Tuesday, February 20, 2018

Capitol Dome Interior


Ever wondered what was actually inside the big dome of the Capitol in Washington, DC? Yes, it's filled with worthless talk and hot air, but the building itself is a massive stack of neo-classical ornament and decorative art. What you see here is only part of the pile of layers which are derived from classical Roman buildings such as the Pantheon. Back in the 18th and 19th centuries when they were conceiving these edifices, most educated men had a classical education with emphasis on Greek and Roman artistic and political literature and ideals. They tried to imbue our Republic with the spirit of those toga-clad, heroic Romans who took their political work very seriously, to the point of having their portraits done in Roman garb.

We've got a different type of Rome in Washington today, an Imperial Rome full of madness and excess, and we had better watch carefully while Caligula and Commodus cavort in their pleasure palaces. The old decor, though, still rules under the white dome.

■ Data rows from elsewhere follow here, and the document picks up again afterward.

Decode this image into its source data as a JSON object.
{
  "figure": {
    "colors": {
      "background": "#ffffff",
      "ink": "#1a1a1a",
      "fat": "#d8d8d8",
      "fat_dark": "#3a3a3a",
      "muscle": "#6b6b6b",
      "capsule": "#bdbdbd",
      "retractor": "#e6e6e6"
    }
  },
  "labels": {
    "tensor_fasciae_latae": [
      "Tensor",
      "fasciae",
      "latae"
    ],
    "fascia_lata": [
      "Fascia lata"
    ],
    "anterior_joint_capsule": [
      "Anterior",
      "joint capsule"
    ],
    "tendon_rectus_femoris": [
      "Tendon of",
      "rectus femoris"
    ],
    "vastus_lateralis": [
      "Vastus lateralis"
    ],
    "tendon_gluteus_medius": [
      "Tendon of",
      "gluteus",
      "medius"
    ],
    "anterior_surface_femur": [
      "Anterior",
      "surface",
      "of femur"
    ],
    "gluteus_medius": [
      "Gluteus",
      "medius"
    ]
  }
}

I did this drawing on site a long time ago. It's as good as any architectural drawing I've done since. 

Black tech pen on sketchbook page, 5 1/2" x 8 1/2", December 31,1981. I wasn't living in the DC area yet, just visiting.

1 comment:

Texchanchan said...

Reminds me of the Texas state capitol, which, for the record, is taller than the US capitol. On purpose. When I was a student at UT it was deserted at night except for four old or disabled policemen who acted as guards. So we would hike down there from the school (about half a mile?) and play around in the capitol, wandering all over it, poking into the corners, seeing what the basement looked like, playing hide-and-seek. I remember lying on the floor once looking up into the many-story rotunda, imagining it was a rotating space colony and getting vertigo.

There are statues of Sam Houston and Stephen F. Austin there by Elizabet Ney, a 19th-century sculptor who lived and worked in Austin when it was just a town, dominated by the capitol and the university.